New Book Focuses on RFID Applications

Leaders of the MIT Auto-ID Labs have come together to produce a book aimed at engineers working on RFID projects.
Published: December 13, 2010

A plethora of books have been published on radio frequency identification in the past few years, some useful, and some less so. A welcome new addition to any RFID library is RFID Technology and Applications (Cambridge University Press, July 2008), edited by Stephen B. Miles, Sanjay E. Sarma and John R. Williams.

Miles, Sarma and Williams are leaders of the Auto-ID Labs at the Massachusetts Institute of Technology (MIT). They’ve edited papers from some of the leading academics and researchers in the RFID field, who address critical topics and bring to bear their lab work and real-world experience in applying that research.

The book covers passive and active RFID systems and a wide variety of topics, including the challenges of RFID implementations, common integration issues, optimization of tag performance, and methods for evaluating RFID, real-time-location systems (RTLS) and sensors. It also covers the use of RFID in the retail supply chain, and applications in product life-cycle management, anti-counterfeiting and cold-chain management.

One thing that makes this book different from others is that it includes contributions from many of the world’s leading RFID researchers, who have been working with end users and vendors to solve implementation issues. Among the contributors are:

Hao Min, director of the Auto-ID Lab at Fudan University, China


Marlin H. Mickle, the Nickolas A. DeCecco Professor at the University of Pittsburgh’s Swanson School of Engineering


Gisele Bennett, professor and director of the GTRI Electro-Optical Systems Laboratory


Bill C. Hardgrave, executive director of the University of Arkansas’ RFID Research Center


Duncan McFarlane, Alan Thorne, Mark Harrison and Victor Prodonoff Jr. , who run the Aero-ID program at the Auto-ID Lab at Cambridge University


J. P. Emond, co-director of the Center for Food Distribution and Retailing at the University of Florida, in Gainsville


Thorsten Staake, Florian Michahelles, and Elgar Fleisch of the Auto-ID Lab at the University of St. Gallens, Switzerland


Dieter Uckelmann, manager of LogDynamics Lab and a professor at the University of Bremen, Germany

RFID Technology and Applications is scheduled to be available this July, retailing at $120.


• **EXERCISE**
As you look over the data below, please find each line where the word "MongoDB" appears, then copy it.
┌────────
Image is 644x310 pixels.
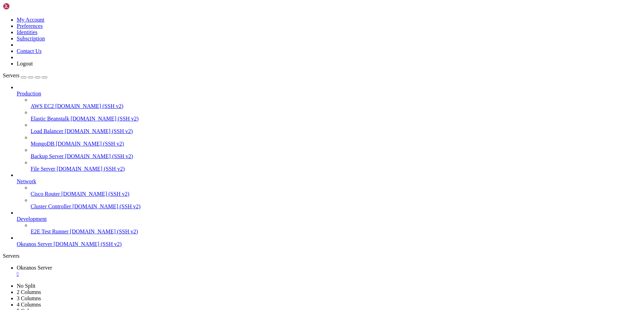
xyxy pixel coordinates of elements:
div: Servers [3,252,642,259]
x-row: Swap usage: 0% [3,72,552,78]
span: [DOMAIN_NAME] (SSH v2) [55,103,124,109]
li: Okeanos Server [DOMAIN_NAME] (SSH v2) [17,234,642,247]
a: Cluster Controller [DOMAIN_NAME] (SSH v2) [31,204,642,210]
x-row: Welcome to Ubuntu 22.04.5 LTS (GNU/Linux 5.15.0-83-generic x86_64) [3,3,552,9]
x-row: New release '24.04.3 LTS' available. [3,185,552,191]
a: File Server [DOMAIN_NAME] (SSH v2) [31,166,642,172]
x-row: Memory usage: 14% [3,65,552,72]
div: (21, 35) [65,222,67,228]
a: AWS EC2 [DOMAIN_NAME] (SSH v2) [31,103,642,110]
span: Okeanos Server [17,264,52,271]
span: Backup Server [31,153,64,159]
span: Production [17,91,41,96]
a: Okeanos Server [DOMAIN_NAME] (SSH v2) [17,241,642,247]
x-row: * Documentation: [URL][DOMAIN_NAME] [3,15,552,21]
a: Logout [17,61,32,66]
li: Cluster Controller [DOMAIN_NAME] (SSH v2) [31,197,642,210]
span: Cisco Router [31,191,60,196]
a: 3 Columns [17,295,41,301]
x-row: *** System restart required *** [3,210,552,216]
a: MongoDB [DOMAIN_NAME] (SSH v2) [31,140,642,147]
x-row: * Strictly confined Kubernetes makes edge and IoT secure. Learn how MicroK8s [3,110,552,115]
span: [DOMAIN_NAME] (SSH v2) [71,115,139,121]
x-row: System load: 0.11 [3,53,552,59]
span: [DOMAIN_NAME] (SSH v2) [70,228,138,234]
li: Development [17,210,642,234]
span: Network [17,178,36,184]
a: Production [17,91,642,97]
a: E2E Test Runner [DOMAIN_NAME] (SSH v2) [31,228,642,234]
x-row: System information as of [DATE] [3,40,552,47]
li: Elastic Beanstalk [DOMAIN_NAME] (SSH v2) [31,110,642,121]
span: AWS EC2 [31,103,54,109]
a: Development [17,216,642,222]
span: Cluster Controller [31,204,71,209]
span: [DOMAIN_NAME] (SSH v2) [54,241,122,247]
a: Load Balancer [DOMAIN_NAME] (SSH v2) [31,128,642,134]
a:  [17,271,642,277]
x-row: just raised the bar for easy, resilient and secure K8s cluster deployment. [3,115,552,121]
span: ubuntu@snf-898641 [3,222,51,228]
a: Subscription [17,35,45,42]
li: MongoDB [DOMAIN_NAME] (SSH v2) [31,134,642,147]
li: Network [17,172,642,210]
a: Network [17,178,642,185]
span: MongoDB [31,140,54,147]
span: ~ [53,222,56,228]
a: Contact Us [17,48,42,54]
li: AWS EC2 [DOMAIN_NAME] (SSH v2) [31,97,642,110]
span: Elastic Beanstalk [31,115,69,121]
a: 2 Columns [17,289,41,295]
a: No Split [17,282,36,289]
a: Elastic Beanstalk [DOMAIN_NAME] (SSH v2) [31,115,642,121]
a: My Account [17,17,44,23]
span: Okeanos Server [17,241,52,247]
a: Servers [3,73,47,78]
span: Load Balancer [31,128,63,134]
a: Okeanos Server [17,264,642,277]
x-row: See [URL][DOMAIN_NAME] or run: sudo pro status [3,172,552,178]
x-row: Usage of /: 17.3% of 38.58GB [3,59,552,65]
span: [DOMAIN_NAME] (SSH v2) [65,128,133,134]
span: [DOMAIN_NAME] (SSH v2) [73,204,140,209]
x-row: Expanded Security Maintenance for Applications is not enabled. [3,140,552,147]
span: File Server [31,166,55,172]
li: E2E Test Runner [DOMAIN_NAME] (SSH v2) [31,222,642,234]
x-row: * Support: [URL][DOMAIN_NAME] [3,28,552,34]
x-row: IPv6 address for eth0: [TECHNICAL_ID] [3,91,552,97]
a: Identities [17,29,38,35]
li: Cisco Router [DOMAIN_NAME] (SSH v2) [31,185,642,197]
a: Cisco Router [DOMAIN_NAME] (SSH v2) [31,191,642,197]
x-row: 0 updates can be applied immediately. [3,153,552,159]
a: 4 Columns [17,301,41,308]
span: Development [17,216,47,222]
li: Backup Server [DOMAIN_NAME] (SSH v2) [31,147,642,159]
x-row: * Management: [URL][DOMAIN_NAME] [3,21,552,28]
x-row: Run 'do-release-upgrade' to upgrade to it. [3,191,552,197]
x-row: [URL][DOMAIN_NAME] [3,128,552,134]
span: E2E Test Runner [31,228,69,234]
li: File Server [DOMAIN_NAME] (SSH v2) [31,159,642,172]
span: [DOMAIN_NAME] (SSH v2) [66,153,133,159]
span: Servers [3,73,20,78]
span: [DOMAIN_NAME] (SSH v2) [62,191,129,196]
li: Load Balancer [DOMAIN_NAME] (SSH v2) [31,121,642,134]
x-row: Processes: 98 [3,78,552,84]
span: [DOMAIN_NAME] (SSH v2) [57,166,125,172]
a: Backup Server [DOMAIN_NAME] (SSH v2) [31,153,642,159]
span: [DOMAIN_NAME] (SSH v2) [56,140,124,147]
x-row: IPv4 address for eth1: [TECHNICAL_ID] [3,97,552,103]
a: Preferences [17,23,43,29]
x-row: : $ [3,222,552,228]
x-row: Users logged in: 1 [3,84,552,91]
img: Shellngn [3,3,43,9]
x-row: Enable ESM Apps to receive additional future security updates. [3,166,552,172]
li: Production [17,84,642,172]
x-row: Last login: [DATE] from [TECHNICAL_ID] [3,216,552,222]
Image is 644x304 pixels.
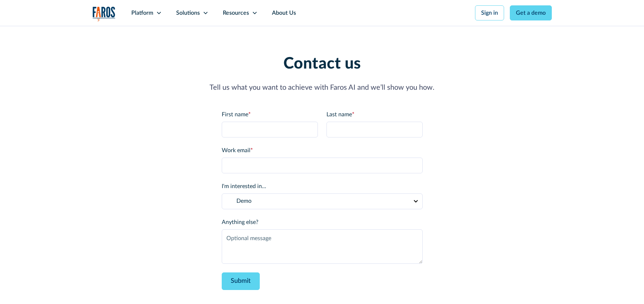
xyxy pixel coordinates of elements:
p: Tell us what you want to achieve with Faros AI and we’ll show you how. [93,82,552,93]
div: Resources [223,9,249,17]
a: home [93,7,115,21]
form: Contact Page Form [222,110,423,290]
label: First name [222,110,318,119]
label: Last name [326,110,423,119]
img: Logo of the analytics and reporting company Faros. [93,7,115,21]
label: Anything else? [222,218,423,226]
label: I'm interested in... [222,182,423,191]
h1: Contact us [93,55,552,74]
label: Work email [222,146,423,155]
div: Solutions [176,9,200,17]
div: Platform [131,9,153,17]
input: Submit [222,272,260,290]
a: Get a demo [510,5,552,20]
a: Sign in [475,5,504,20]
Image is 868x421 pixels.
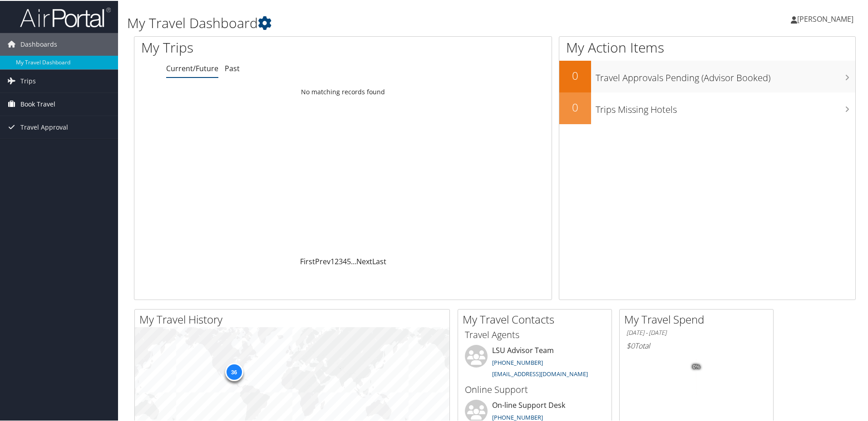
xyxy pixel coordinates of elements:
h3: Travel Agents [465,328,605,341]
h2: My Travel History [139,311,449,327]
li: LSU Advisor Team [461,344,609,381]
h3: Online Support [465,383,605,395]
h3: Trips Missing Hotels [595,98,855,115]
span: $0 [626,340,635,350]
span: Travel Approval [20,115,68,138]
td: No matching records found [134,83,551,99]
a: 2 [335,256,339,266]
span: [PERSON_NAME] [797,13,853,23]
a: [PERSON_NAME] [790,4,862,31]
a: Last [372,256,386,266]
h1: My Action Items [559,37,855,57]
h1: My Travel Dashboard [127,13,617,31]
a: [PHONE_NUMBER] [492,413,543,421]
h3: Travel Approvals Pending (Advisor Booked) [595,66,855,84]
a: 0Travel Approvals Pending (Advisor Booked) [559,60,855,91]
h2: My Travel Contacts [463,311,612,327]
a: Prev [315,256,331,266]
span: Dashboards [20,32,57,55]
a: 5 [347,256,351,266]
h2: 0 [559,67,591,82]
a: Current/Future [166,63,218,73]
h2: 0 [559,99,591,115]
a: First [300,256,315,266]
span: … [351,256,356,266]
a: 0Trips Missing Hotels [559,91,855,124]
h2: My Travel Spend [624,311,773,327]
a: Next [356,256,372,266]
a: [PHONE_NUMBER] [492,357,543,366]
a: 4 [342,256,347,266]
h1: My Trips [141,37,371,57]
tspan: 0% [693,364,700,369]
a: 3 [339,256,342,266]
img: airportal-logo.png [20,6,110,27]
span: Trips [20,69,36,91]
a: 1 [331,256,335,266]
a: [EMAIL_ADDRESS][DOMAIN_NAME] [492,369,588,377]
h6: [DATE] - [DATE] [626,328,766,337]
a: Past [225,63,240,73]
div: 36 [225,362,243,381]
span: Book Travel [20,92,55,115]
h6: Total [626,340,766,350]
└────────
• **RESPONSE BOX**
a: MongoDB [DOMAIN_NAME] (SSH v2) [31,140,642,147]
li: MongoDB [DOMAIN_NAME] (SSH v2) [31,134,642,147]
span: MongoDB [31,140,54,147]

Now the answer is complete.